You assign the number for that level of pain.  I can’t do it.

But things are getting better.  The pain comes and goes.  On Wednesday, I had a scaled down version of the chef’s knife pain;  this time it was a screwdriver sticking me in the outside of my left knee, and at a rate that wasn’t quite as severe as the earlier pain - but not so far behind, either.  Ed and I had plans to go out for lunch, and I was in enough pain that he suggested we stay home.  But I know that moving helps.  Changing environments sometimes helps.  Being around people - like our good friends at our local breakfast/lunch place - helps.  Anything to get my mind off the pain helps.  I iced the painful spot.  A bunch.  And I slathered CBD lotion on it.  A lot.  And I massaged it.  And talked nicely to it. Took a couple more Tylenol.  By mid-afternoon, the nearly-off-the-scale pain was gone.

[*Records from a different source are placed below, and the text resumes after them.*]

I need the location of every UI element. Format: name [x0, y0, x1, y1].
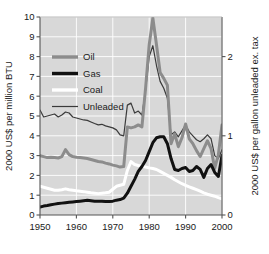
y-tick-label-right: 0 — [228, 209, 233, 220]
energy-price-line-chart: 0123456789100121950196019701980199020002… — [0, 0, 269, 254]
y-tick-label-left: 10 — [24, 11, 35, 22]
y-tick-label-left: 0 — [29, 209, 34, 220]
y-tick-label-left: 8 — [29, 51, 34, 62]
y-tick-label-left: 6 — [29, 91, 34, 102]
y-tick-label-left: 1 — [29, 190, 34, 201]
y-tick-label-left: 9 — [29, 31, 34, 42]
y-tick-label-left: 7 — [29, 71, 34, 82]
y-tick-label-left: 3 — [29, 150, 34, 161]
y-axis-label-right: 2000 US$ per gallon unleaded ex. tax — [249, 36, 260, 195]
y-tick-label-left: 5 — [29, 110, 34, 121]
legend-label-gas: Gas — [83, 68, 101, 79]
figure-container: 0123456789100121950196019701980199020002… — [0, 0, 269, 254]
x-tick-label: 1990 — [175, 221, 196, 232]
y-tick-label-left: 4 — [29, 130, 34, 141]
y-tick-label-right: 1 — [228, 130, 233, 141]
x-tick-label: 2000 — [211, 221, 232, 232]
legend-label-coal: Coal — [83, 84, 103, 95]
x-tick-label: 1960 — [66, 221, 87, 232]
legend-label-oil: Oil — [83, 51, 95, 62]
legend-label-unleaded: Unleaded — [83, 101, 124, 112]
y-tick-label-left: 2 — [29, 170, 34, 181]
y-axis-label-left: 2000 US$ per million BTU — [3, 61, 14, 171]
x-tick-label: 1970 — [102, 221, 123, 232]
x-tick-label: 1980 — [139, 221, 160, 232]
x-tick-label: 1950 — [29, 221, 50, 232]
y-tick-label-right: 2 — [228, 51, 233, 62]
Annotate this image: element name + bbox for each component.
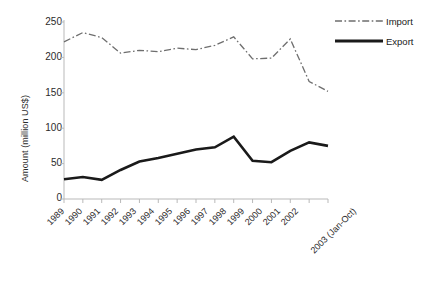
plot-area xyxy=(0,0,433,281)
y-axis-ticks xyxy=(60,22,64,199)
series-line-export xyxy=(64,137,328,180)
axis-lines xyxy=(64,20,328,199)
x-axis-ticks xyxy=(64,199,328,203)
series-line-import xyxy=(64,33,328,92)
line-chart: Amount (million US$) 250 200 150 100 50 … xyxy=(0,0,433,281)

The pain still wakes me up in the middle of the night.  Every night.  Sometimes multiple times.  That bit is getting old.  The pain that wakes me up can be acute, or it can be just one great big ache.  Sometimes I can get it under control just by massaging it, and moving it around, trying hard not to wake up Ed.  Sometimes I get up and walk around a little, and that helps.  Sometimes I go downstairs and get a fresh ice pack.  The other night I resorted to more Tylenol at 3 a.m.  But at least I didn’t need the Tramadol.  Or the Diazepam.  So that seems like progress.  I’m praying for the morning when I wake up, and realize that I’ve slept through the night.

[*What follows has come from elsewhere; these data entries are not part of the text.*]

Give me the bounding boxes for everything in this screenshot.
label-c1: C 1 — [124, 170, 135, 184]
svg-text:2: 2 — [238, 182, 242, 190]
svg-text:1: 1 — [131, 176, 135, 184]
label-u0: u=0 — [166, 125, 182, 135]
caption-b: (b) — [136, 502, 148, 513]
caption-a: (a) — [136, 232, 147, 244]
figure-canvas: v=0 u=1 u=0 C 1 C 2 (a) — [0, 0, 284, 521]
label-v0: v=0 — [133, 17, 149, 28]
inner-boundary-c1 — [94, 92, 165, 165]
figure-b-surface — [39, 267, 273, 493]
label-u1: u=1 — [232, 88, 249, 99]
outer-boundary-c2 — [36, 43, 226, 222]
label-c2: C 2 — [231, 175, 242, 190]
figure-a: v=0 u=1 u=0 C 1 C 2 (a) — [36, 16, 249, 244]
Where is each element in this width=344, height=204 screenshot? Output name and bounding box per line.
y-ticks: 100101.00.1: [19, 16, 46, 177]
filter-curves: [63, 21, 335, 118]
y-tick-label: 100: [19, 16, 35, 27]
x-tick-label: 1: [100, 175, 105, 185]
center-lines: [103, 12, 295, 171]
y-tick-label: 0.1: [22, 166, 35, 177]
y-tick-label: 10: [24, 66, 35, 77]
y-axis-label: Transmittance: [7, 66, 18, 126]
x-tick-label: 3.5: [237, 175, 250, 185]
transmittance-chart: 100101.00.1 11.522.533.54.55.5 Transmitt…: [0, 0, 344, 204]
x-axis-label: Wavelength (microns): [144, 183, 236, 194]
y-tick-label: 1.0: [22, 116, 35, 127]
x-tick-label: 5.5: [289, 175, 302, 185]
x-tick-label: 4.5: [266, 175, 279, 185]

I know that the pain will eventually go away.  Or - more honestly - I pray that the pain will eventually go away.  One of the very weird things is that the most frequent pain I have in my left knee right now is almost identical to the pain before the surgery, and before it all got really bad.  How do ya like that?  Major surgery and trauma to get back to the same place you were a year - or less - ago.  One of my friends who has had knee replacement surgery told me that it was a year before he had a day when he didn’t think about his new knee.  He didn’t mention the pain, but this conversation was before my surgery, and I suspect he was saving me from a dread that I didn’t need when I was already a little more than nervous.

One day, I’ll walk down the street without pain.  Really.  I’m holding on to that thought.  But I’ve gotten so used to having the pain, I can’t really imagine how that will feel.  This pain - oh, so much pain over the years, almost all on the outside of my left knee - has become a part of who I am.  Who will I be without it?  I’m looking forward to figuring that out.